The prospect of growing up, working, aging and retiring in the same place adds to the appeal, Rowan said, because it would mean residents wouldn’t have to cut social ties built over a lifetime.

“In Provo it’s a harder sell then it might be somewhere else because Provo’s not in that same place when it comes to mixed use,” Rowan said. “We’re doing more of it that we have before, but I think that would be a really nice solution to that problem of segregation.”

2. Incentivize, scatter subsidized housing

When subsidized housing is located all in one spot, Rowan said, it creates issues with public transportation, geographic income distribution and even funding for school districts. Though federally subsidized housing often gets a “bad rap” for its design and location, Rowan said getting smarter about how to make well-designed subsidized housing will make a difference.

“Federally subsidized housing is needed now more than ever,” Rowan said. “Our community will work best when we don’t create ghettos but when we have that subsidized housing distributed throughout our city,” Rowan said.

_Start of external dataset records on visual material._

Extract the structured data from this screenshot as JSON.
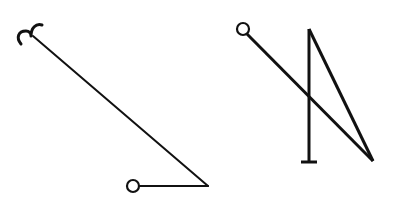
{
  "diagram": {
    "background": "#ffffff",
    "stroke_color": "#111111",
    "figures": [
      {
        "id": "left-figure",
        "description": "Hooked line descending to a horizontal segment ending in an open circle",
        "hook": {
          "cx": 30,
          "cy": 35
        },
        "segments": [
          {
            "x1": 33,
            "y1": 36,
            "x2": 208,
            "y2": 186
          },
          {
            "x1": 208,
            "y1": 186,
            "x2": 140,
            "y2": 186
          }
        ],
        "circle": {
          "cx": 133,
          "cy": 186,
          "r": 6
        }
      },
      {
        "id": "right-figure",
        "description": "Open circle line crossing a vertical stem with T-base, joined at a sharp apex",
        "circle": {
          "cx": 243,
          "cy": 29,
          "r": 6
        },
        "segments": [
          {
            "x1": 247,
            "y1": 34,
            "x2": 373,
            "y2": 161
          },
          {
            "x1": 309,
            "y1": 29,
            "x2": 309,
            "y2": 162
          },
          {
            "x1": 309,
            "y1": 29,
            "x2": 373,
            "y2": 161
          },
          {
            "x1": 301,
            "y1": 162,
            "x2": 317,
            "y2": 162
          }
        ]
      }
    ]
  }
}
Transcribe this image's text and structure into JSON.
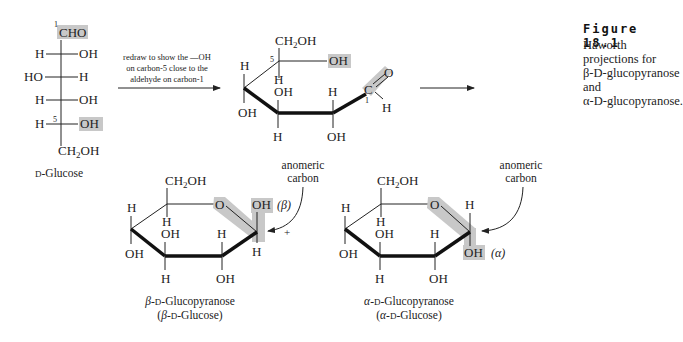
{
  "figure": {
    "title": "Figure 18.1",
    "caption_line1": "Haworth projections for",
    "caption_line2": "β-D-glucopyranose and",
    "caption_line3": "α-D-glucopyranose."
  },
  "fischer": {
    "top_label": "CHO",
    "carbon1_number": "1",
    "carbon5_number": "5",
    "rows": [
      {
        "left": "H",
        "right": "OH"
      },
      {
        "left": "HO",
        "right": "H"
      },
      {
        "left": "H",
        "right": "OH"
      },
      {
        "left": "H",
        "right": "OH"
      }
    ],
    "bottom_label": "CH₂OH",
    "name": "D-Glucose"
  },
  "arrow1": {
    "line1": "redraw to show the —OH",
    "line2": "on carbon-5 close to the",
    "line3": "aldehyde on carbon-1"
  },
  "open_chain": {
    "ch2oh": "CH₂OH",
    "c5_number": "5",
    "c5_oh": "OH",
    "c5_h": "H",
    "c4_h": "H",
    "c4_oh": "OH",
    "c3_oh": "OH",
    "c3_h": "H",
    "c2_h": "H",
    "c2_oh": "OH",
    "c1_label": "C",
    "c1_o": "O",
    "c1_h": "H",
    "c1_number": "1"
  },
  "beta": {
    "ch2oh": "CH₂OH",
    "ring_o": "O",
    "c4_h": "H",
    "c4_oh": "OH",
    "c5_h": "H",
    "c3_oh": "OH",
    "c3_h": "H",
    "c2_h": "H",
    "c2_oh": "OH",
    "c1_top": "OH",
    "c1_bottom": "H",
    "anomer_tag": "(β)",
    "anomeric_label_1": "anomeric",
    "anomeric_label_2": "carbon",
    "plus": "+",
    "name1": "β-D-Glucopyranose",
    "name2": "(β-D-Glucose)"
  },
  "alpha": {
    "ch2oh": "CH₂OH",
    "ring_o": "O",
    "c4_h": "H",
    "c4_oh": "OH",
    "c5_h": "H",
    "c3_oh": "OH",
    "c3_h": "H",
    "c2_h": "H",
    "c2_oh": "OH",
    "c1_top": "H",
    "c1_bottom": "OH",
    "anomer_tag": "(α)",
    "anomeric_label_1": "anomeric",
    "anomeric_label_2": "carbon",
    "name1": "α-D-Glucopyranose",
    "name2": "(α-D-Glucose)"
  },
  "colors": {
    "highlight": "#c8c8c8",
    "ink": "#222222"
  }
}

In 2017, Sen. Orrin Hatch, R-Utah, co-sponsored a bill called The Affordable Housing Credit Improvement Act of 2017 (SB 548). The bill proposed to incentivize the distribution of low-income residents by optimizing loans and other affordable housing practices.

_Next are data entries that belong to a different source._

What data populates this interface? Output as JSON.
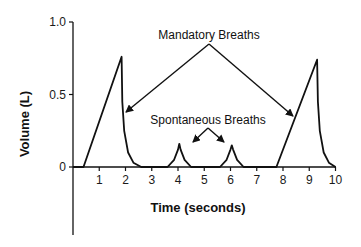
{
  "chart_data": {
    "type": "line",
    "title": "",
    "xlabel": "Time (seconds)",
    "ylabel": "Volume (L)",
    "xlim": [
      0,
      10
    ],
    "ylim": [
      0,
      1.0
    ],
    "grid": false,
    "legend": null,
    "x_ticks": [
      "1",
      "2",
      "3",
      "4",
      "5",
      "6",
      "7",
      "8",
      "9",
      "10"
    ],
    "y_ticks": [
      "0",
      "0.5",
      "1.0"
    ],
    "series": [
      {
        "name": "Volume waveform",
        "points": [
          [
            0,
            0
          ],
          [
            0.4,
            0
          ],
          [
            1.85,
            0.76
          ],
          [
            1.88,
            0.45
          ],
          [
            1.95,
            0.25
          ],
          [
            2.1,
            0.1
          ],
          [
            2.3,
            0.03
          ],
          [
            2.6,
            0
          ],
          [
            3.6,
            0
          ],
          [
            3.85,
            0.05
          ],
          [
            4.0,
            0.12
          ],
          [
            4.05,
            0.16
          ],
          [
            4.1,
            0.12
          ],
          [
            4.25,
            0.05
          ],
          [
            4.5,
            0
          ],
          [
            5.6,
            0
          ],
          [
            5.85,
            0.05
          ],
          [
            6.0,
            0.12
          ],
          [
            6.05,
            0.15
          ],
          [
            6.1,
            0.12
          ],
          [
            6.25,
            0.05
          ],
          [
            6.5,
            0
          ],
          [
            7.75,
            0
          ],
          [
            9.3,
            0.74
          ],
          [
            9.33,
            0.45
          ],
          [
            9.4,
            0.25
          ],
          [
            9.55,
            0.1
          ],
          [
            9.75,
            0.03
          ],
          [
            10.0,
            0
          ]
        ]
      }
    ],
    "annotations": [
      {
        "text": "Mandatory Breaths",
        "arrows_to": [
          [
            1.95,
            0.38
          ],
          [
            8.35,
            0.35
          ]
        ]
      },
      {
        "text": "Spontaneous Breaths",
        "arrows_to": [
          [
            4.55,
            0.17
          ],
          [
            5.75,
            0.17
          ]
        ]
      }
    ]
  },
  "labels": {
    "xlabel": "Time (seconds)",
    "ylabel": "Volume (L)",
    "annotation_mandatory": "Mandatory Breaths",
    "annotation_spontaneous": "Spontaneous Breaths"
  }
}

The bill was introduced in the Senate, but no further action has yet been taken.

3. Increase accessibility, opportunity

Melissa Jensen, director of housing and neighborhood development for Salt Lake City, said a large issue she’s concerned with when it comes to geographic income segregation is access to opportunity — not just monetary opportunity, but educational, nutritional and cultural opportunities, as well.

Lakeview North Neighborhood Chair Beth Alligood, a southwest area representative, makes her case against the proposal to eliminate the housing density limit in her area at a Provo City Planning Commission meeting on April 11, 2018. (Eleanor Cain)

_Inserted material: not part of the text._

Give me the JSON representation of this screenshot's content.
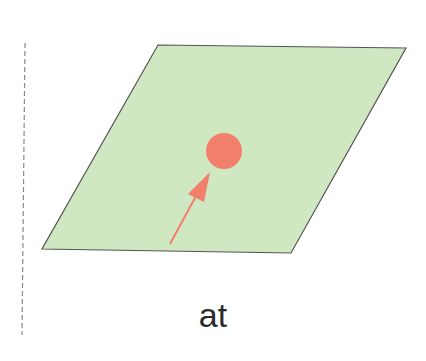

Citing a study by Stanford economist Raj Chetty, Jensen said just moving a low-income family from a low-income county to a higher-income county can increase a child’s income by 10 to 30 percent.

“What that says is when we mix income and community, people do better,” Jensen said. “We spend a lot of time thinking about what a problem intergenerational poverty is, how we get people to be self-sustaining, and I think part of that is creating communities where access to wealth is more tangible.”

Teach For America Recruitment Manager Josh Doying said his organization places qualified teachers in low-income schools to bridge those cultural and educational opportunity gaps “and bring more awareness and more knowledge to, especially in education, the results of (geographic income segregation).”

4. Changing NIMBY values

Bill Peperone, assistant director of community development for Provo City, said having a “not in my backyard” (NIMBY) mentality largely contributes to geographic income segregation.

“The solution is to have a mix of housing types and values at a very fine-grained level within every LDS stake,” Peperone said. “But to accomplish this, there has to be the political will to stand up to the ‘not in my backyard’ citizens, which is very difficult to do.”

Jensen said the fear of ‘the other’ often keeps communities from being willing to integrate economically.

“We take the exception of the person that did the crime, or whatever, and we think that that is indicative of the whole when it’s the inverse,” Jensen said. “More often it’s people not committing crime who are just working to help their kids get by and move on.”

The “others,” Jensen said, are people citizens already interact with regularly — waiters, hotel maids, lawn-workers and gutter-cleaners.

“These people are not the ‘other’ at all; they’re us,” Jensen said. “They’re part of our community, and they enrich our community and they enrich our lives. We’re all just people and we want to live together and coexist, and the more we do that, the better off we’ll be as a society.”